No matter how shambolic Casablancas’ vocals got—at one point he sang “meow meow meow” on the final lines of “Someday,” presumably because he had forgotten the lyrics, but who knows? Maybe it was intentional as he literally barked on another song later in their set. Still, the rest of the band were ever solid, and nothing derailed them. Drummer Fabrizio Moretti’s dexterity was in full force when he caught a baby doll that butter fingers-Casablancas dropped onstage—the fans relished the moment. And whilst Casablancas seemed to do whatever-the-fuck-he-wanted with the lyrics, his actual vocals were in fine form from the guttural, punk shrieks of “Juicebox” to the pathos and speak-sing on “Brooklyn Bridge to Chorus.” The Frank Sinatra-croon on the jam band-inspired “Ode to the Mets” was haunting and hit the emotional low perfectly. While on the defining classics off their debut—“Is This It,” Hard To Explain,” and “New York City Cops”—they sounded as good if not better than when I first heard them live, in the smaller tent at Reading Festival, in 2001, before the album even dropped. Folks complaining Casablanca was surly or didn’t want to be in San Francisco, missed the whole point of The Strokes. Their North Star have never been The Beatles or any by-the-book rock band, but hard to pin, iconoclast Lou Reed. And if you needed to be reminded Hammond Jr actually wore a t-shirt featuring Reed’s Transformer album art.

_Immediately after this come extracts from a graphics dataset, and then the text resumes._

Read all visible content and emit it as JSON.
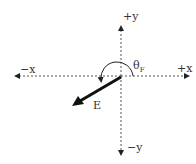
{
  "diagram": {
    "axes": {
      "pos_x_label": "+x",
      "neg_x_label": "−x",
      "pos_y_label": "+y",
      "neg_y_label": "−y"
    },
    "vector": {
      "label": "E",
      "direction": "down-left (third quadrant)"
    },
    "angle": {
      "symbol": "θ",
      "subscript": "F",
      "description": "angle measured counterclockwise from +x axis to vector E"
    },
    "colors": {
      "axis": "#555555",
      "vector": "#111111",
      "text": "#333333",
      "background": "#ffffff"
    }
  }
}
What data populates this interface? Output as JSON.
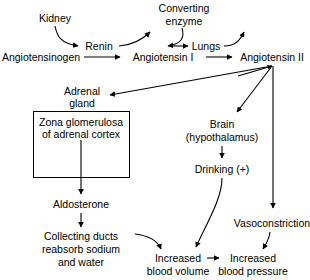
{
  "diagram": {
    "background_color": "#ffffff",
    "line_color": "#000000",
    "text_color": "#000000",
    "nodes": {
      "kidney": "Kidney",
      "renin": "Renin",
      "converting_enzyme_line1": "Converting",
      "converting_enzyme_line2": "enzyme",
      "angiotensinogen": "Angiotensinogen",
      "angiotensin_i": "Angiotensin I",
      "lungs": "Lungs",
      "angiotensin_ii": "Angiotensin II",
      "adrenal_gland_line1": "Adrenal",
      "adrenal_gland_line2": "gland",
      "zona_box_line1": "Zona glomerulosa",
      "zona_box_line2": "of adrenal cortex",
      "aldosterone": "Aldosterone",
      "collecting_ducts_line1": "Collecting ducts",
      "collecting_ducts_line2": "reabsorb sodium",
      "collecting_ducts_line3": "and water",
      "brain_line1": "Brain",
      "brain_line2": "(hypothalamus)",
      "drinking": "Drinking (+)",
      "vasoconstriction": "Vasoconstriction",
      "increased_blood_volume_line1": "Increased",
      "increased_blood_volume_line2": "blood volume",
      "increased_blood_pressure_line1": "Increased",
      "increased_blood_pressure_line2": "blood pressure"
    },
    "edges": [
      {
        "name": "kidney-to-renin",
        "from": "kidney",
        "to": "renin"
      },
      {
        "name": "angiotensinogen-to-angiotensin-i",
        "from": "angiotensinogen",
        "to": "angiotensin_i"
      },
      {
        "name": "renin-to-converting-enzyme",
        "from": "renin",
        "to": "converting_enzyme"
      },
      {
        "name": "converting-enzyme-to-angiotensin-i",
        "from": "converting_enzyme",
        "to": "angiotensin_i"
      },
      {
        "name": "angiotensin-i-to-angiotensin-ii",
        "from": "angiotensin_i",
        "to": "angiotensin_ii"
      },
      {
        "name": "lungs-to-converting-enzyme",
        "from": "lungs",
        "to": "converting_enzyme"
      },
      {
        "name": "angiotensin-ii-to-lungs",
        "from": "angiotensin_ii",
        "to": "lungs"
      },
      {
        "name": "angiotensin-ii-to-adrenal-gland",
        "from": "angiotensin_ii",
        "to": "adrenal_gland"
      },
      {
        "name": "angiotensin-ii-to-brain",
        "from": "angiotensin_ii",
        "to": "brain"
      },
      {
        "name": "angiotensin-ii-to-vasoconstriction",
        "from": "angiotensin_ii",
        "to": "vasoconstriction"
      },
      {
        "name": "zona-box-to-aldosterone",
        "from": "zona_box",
        "to": "aldosterone"
      },
      {
        "name": "aldosterone-to-collecting-ducts",
        "from": "aldosterone",
        "to": "collecting_ducts"
      },
      {
        "name": "collecting-ducts-to-increased-blood-volume",
        "from": "collecting_ducts",
        "to": "increased_blood_volume"
      },
      {
        "name": "brain-to-drinking",
        "from": "brain",
        "to": "drinking"
      },
      {
        "name": "drinking-to-increased-blood-volume",
        "from": "drinking",
        "to": "increased_blood_volume"
      },
      {
        "name": "increased-blood-volume-to-increased-blood-pressure",
        "from": "increased_blood_volume",
        "to": "increased_blood_pressure"
      },
      {
        "name": "vasoconstriction-to-increased-blood-pressure",
        "from": "vasoconstriction",
        "to": "increased_blood_pressure"
      }
    ]
  }
}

Their set brought a fitting close to a brilliant first day of the festival’s return after several COVID delays. The band exited the stage after the frenetic crescendo of “Last Nite,” but were kind enough to not make fans wait too long before they returned for the encore with “The Adults Are Talking,” from The New Abnormal, finishing off with a rousing rendition of “New York City Cops.” Then Casablancas bid farewell and as the rest of the band members followed him off the stage, the crowds remained, steadfast, and wishfully chanted “One more song, one more song…” into the cold, dark night.